In this extract from their new book, Stretching the Future by Design, Jens Martin Skibsted and Christian Bason suggest that in the face of accelerating global challenges, innovators must embrace “expansive” ways of thinking to create a more sustainable world.
In an increasingly regionalized multipolar world and accelerating global challenges, innovators must embrace new ways of thinking to create a sustainable world across unaligned cultures.
Machines aren’t something that happen to us; they’re something we make. And yet, as the scope of our problems is expanding, with ever greater consequences for people and the planet, the scope of innovation has been getting narrower. In fact, it’s worse than that. Innovation is getting faster, allowing those of us outside the mono technological bubble of Silicon Valley little chance to keep up, to monitor, to choose and express their own values.
It's time to take back control of our future – and design holds the key. Too many people talk about technological developments as though they’re inevitable. They’re not. It’s always a matter of choice. We can change the course of the future – but only if we want to.
Return to a multipolar world
It’s worth recalling that Silicon Valley hasn’t always dominated the debate. Yet for more than three decades, we have lived in a unipolar world dominated not only by American economic, political and military power, but also by a largely US-centric vision of the role that technology can play in driving business and societal innovation. For a long period of time, we lived in a mono-technological world.
Today, the world is once again becoming multipolar, certainly in both the political and economic sense. Politically, alternative centres of power have emerged and asserted themselves, including the European Union, Russia, China and India. Economically, the EU already represents a larger market than the United States and China will likely soon surpass the latter as the world’s largest economy.
Along with this renewed political and economic multipolarity, there is a parallel shift in the forces of innovation. When it comes to visions for how emerging technologies can serve people, businesses and society at large, there are more alternatives out there, including in Africa, Asia, Europe and the Nordic countries.
For instance, some African countries are pioneering the use of drones to deliver humanitarian supplies to far-flung rural areas. In India, the notion of frugal innovation has led to radically more efficient models in health care, such as eye surgery.
Japanese firms have paved the way in bringing augmented reality (AR) to computer gaming. China has stolen a march in the application of digital facial-recognition technology. Iran has taken a lead in developing ground-effect vehicles and now uses this technology in its armed forces.
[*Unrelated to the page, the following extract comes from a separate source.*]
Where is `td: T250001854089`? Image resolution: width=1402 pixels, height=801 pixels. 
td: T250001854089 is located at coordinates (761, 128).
And the Nordics are arguably front-runners when it comes to sustainable energy solutions.
Design thinking
Drawing inspiration from alternative models of society and innovation doesn’t require us to endorse a particular political system or ideology. The point is that we ought to diversify technology, widen the bandwidth of innovative resources available to decision makers and embrace a multipolar world once again. And to do so, we need to revisit one of the most influential business ideas in recent years: design thinking.
For more than a decade, design thinking has been a hallmark of creative problem solving in a business context. However, the concept has increasingly been reduced to a simple set of methods and processes that anyone in principle can apply as a way to empathize with users, cocreate new ideas with others and build prototypes of potential solutions. Design thinking has served to democratize the field of design in ways many professional designers had never imagined (and many are uncomfortable with).
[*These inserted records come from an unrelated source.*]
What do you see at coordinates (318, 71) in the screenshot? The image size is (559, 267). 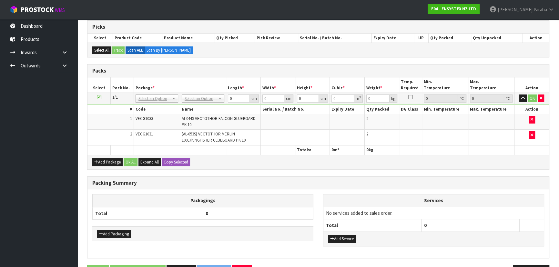 I see `h3: Packs` at bounding box center [318, 71].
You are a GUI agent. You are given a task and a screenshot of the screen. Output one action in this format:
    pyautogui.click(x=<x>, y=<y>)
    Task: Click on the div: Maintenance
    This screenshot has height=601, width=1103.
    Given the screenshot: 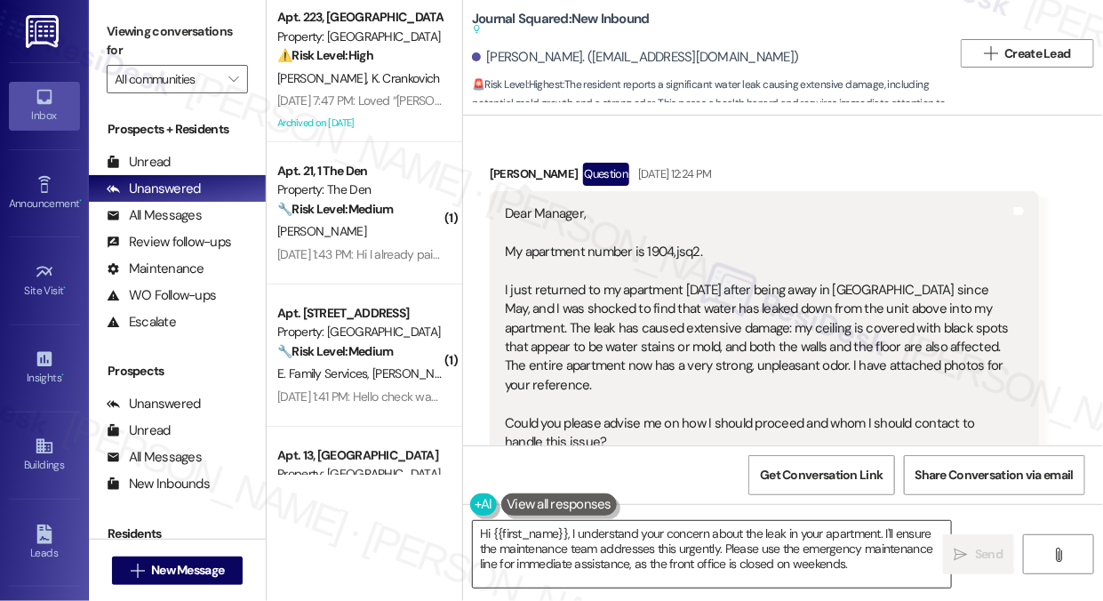 What is the action you would take?
    pyautogui.click(x=156, y=268)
On a positive note, this has propelled an understanding of basic design concepts into C-suites around the world. On a negative one, it risks projecting a limiting and reductive image of what design not only is but can be. The era of design thinking is behind us and a new era of design is ahead of us. We believe that design, in its broadest meaning (which includes design thinking), has further to go if it is going to drive meaningful societal change, address our future challenges and foster happy, healthy, sustainable and prosperous lives.
[Expansive thinking] means innovating on a more systemic level, figuring out what people, communities and ecosystems need as a whole, and testing, improving and scaling new approaches.
”Stretching imaginations
We propose going further and maintain that we ought to challenge the idea of what it means to design – including where design activity can take place. That is, we believe we need to expand the field of design and stretch it even further across the realms of business, politics, society, and beyond. And that by thinking differently, especially about design – including how we design, what we design, who we design for and how long we design for – we can develop tomorrow’s truly innovative ideas and create a better world.
Expansive thinking means imagining alternative futures and going beyond the safe, stale and culturally determined mindsets that typically take root in existing systems, sectors, and organizations. It means innovating on a more systemic level, figuring out what people, communities and ecosystems need as a whole, and testing, improving and scaling new
approaches.
Expansive thinking means challenging assumptions and preventing intellectual inertia. In short, we must not shy away from navigating complexity and ambiguity or from working creatively with knowledge gaps and the world’s wicked problems to come up with new insights.
To do so, we will need to advance from a mono-technological culture to become more technologically diverse, expand and transcend the current reality to explore unforeseen possibilities, going beyond what is already there or is thought to be predetermined. That is the essential transformation challenge that we face.